Exaptation as a mechanism for functional reinforcement of an animal pheromone system.

Published: 6 September 2018| Version 1 | DOI: 10.17632/9xyp88y6n5.1
Contributors:
Margo Maex, Dag Treer, Henri De Greve, Paul Proost, Ines Van Boxclaer, Franky Bossuyt

Description

We investigated the evolutionary trajectory of a series of 15 kDa proteins – termed persuasins – that were co-opted more recently alongside the ancient sodefrin precursor-like factor (SPF) courtship pheromone system in salamanders. Expression, genomic and molecular phylogenetic analyses show that persuasins originated from a gene that is expressed as a multi-domain protein in internal organs where it has no pheromone function, but underwent gene duplication and neofunctionalisation. The subsequent evolution combined domain-loss and the introduction of a proteolytic cleavage site in the duplicated gene to give rise to two-domain cysteine rich proteins with structural properties similar to SPF pheromones In the absence of an NCBI database for sequences assembled by third party analyses (assembly of publicly available reads, RNA sequencing), we deposited nucleotide and amino acid sequences of persuasin and DUF-persuasin transcripts assembled from publicly available short reads (NCBI: SRA) on the Mendeley Data repository. Sources of publicly available SRA datasets are cited in the main article and supplemental information (Maex et al. (2018) Exaptation as a mechanism for functional reinforcement of an animal pheromone system).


What you are asked to do
Begin at the first line below and copy each line exactly, ending with the line where "Image resolution: width=998" appears.

::::

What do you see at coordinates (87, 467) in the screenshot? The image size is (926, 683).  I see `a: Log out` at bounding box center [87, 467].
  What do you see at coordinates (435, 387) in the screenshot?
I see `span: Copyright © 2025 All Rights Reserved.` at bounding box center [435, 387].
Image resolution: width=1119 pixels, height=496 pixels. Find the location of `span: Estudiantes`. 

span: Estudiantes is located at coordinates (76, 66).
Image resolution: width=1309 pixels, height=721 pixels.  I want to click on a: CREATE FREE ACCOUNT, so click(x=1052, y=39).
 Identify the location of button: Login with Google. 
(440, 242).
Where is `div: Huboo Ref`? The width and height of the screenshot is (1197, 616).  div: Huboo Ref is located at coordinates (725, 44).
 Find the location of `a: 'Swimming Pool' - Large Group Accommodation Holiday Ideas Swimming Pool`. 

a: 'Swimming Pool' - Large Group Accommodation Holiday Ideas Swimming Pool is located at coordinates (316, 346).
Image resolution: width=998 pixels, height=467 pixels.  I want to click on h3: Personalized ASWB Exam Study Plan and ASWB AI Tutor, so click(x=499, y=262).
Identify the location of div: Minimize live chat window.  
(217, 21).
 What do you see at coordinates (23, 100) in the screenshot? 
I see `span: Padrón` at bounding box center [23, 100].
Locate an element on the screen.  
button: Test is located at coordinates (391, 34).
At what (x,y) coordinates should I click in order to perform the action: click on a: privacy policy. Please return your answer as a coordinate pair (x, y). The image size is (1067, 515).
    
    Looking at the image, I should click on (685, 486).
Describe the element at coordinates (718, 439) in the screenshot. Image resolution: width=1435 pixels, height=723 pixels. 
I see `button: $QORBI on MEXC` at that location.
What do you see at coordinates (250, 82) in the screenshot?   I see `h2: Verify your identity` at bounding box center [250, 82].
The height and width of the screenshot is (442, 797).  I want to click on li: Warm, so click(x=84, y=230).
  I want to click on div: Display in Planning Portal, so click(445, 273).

::::

The completed task
What do you see at coordinates (87, 467) in the screenshot? The image size is (926, 683).  I see `a: Log out` at bounding box center [87, 467].
  What do you see at coordinates (435, 387) in the screenshot?
I see `span: Copyright © 2025 All Rights Reserved.` at bounding box center [435, 387].
Image resolution: width=1119 pixels, height=496 pixels. Find the location of `span: Estudiantes`. 

span: Estudiantes is located at coordinates (76, 66).
Image resolution: width=1309 pixels, height=721 pixels.  I want to click on a: CREATE FREE ACCOUNT, so click(x=1052, y=39).
 Identify the location of button: Login with Google. 
(440, 242).
Where is `div: Huboo Ref`? The width and height of the screenshot is (1197, 616).  div: Huboo Ref is located at coordinates (725, 44).
 Find the location of `a: 'Swimming Pool' - Large Group Accommodation Holiday Ideas Swimming Pool`. 

a: 'Swimming Pool' - Large Group Accommodation Holiday Ideas Swimming Pool is located at coordinates (316, 346).
Image resolution: width=998 pixels, height=467 pixels.  I want to click on h3: Personalized ASWB Exam Study Plan and ASWB AI Tutor, so click(x=499, y=262).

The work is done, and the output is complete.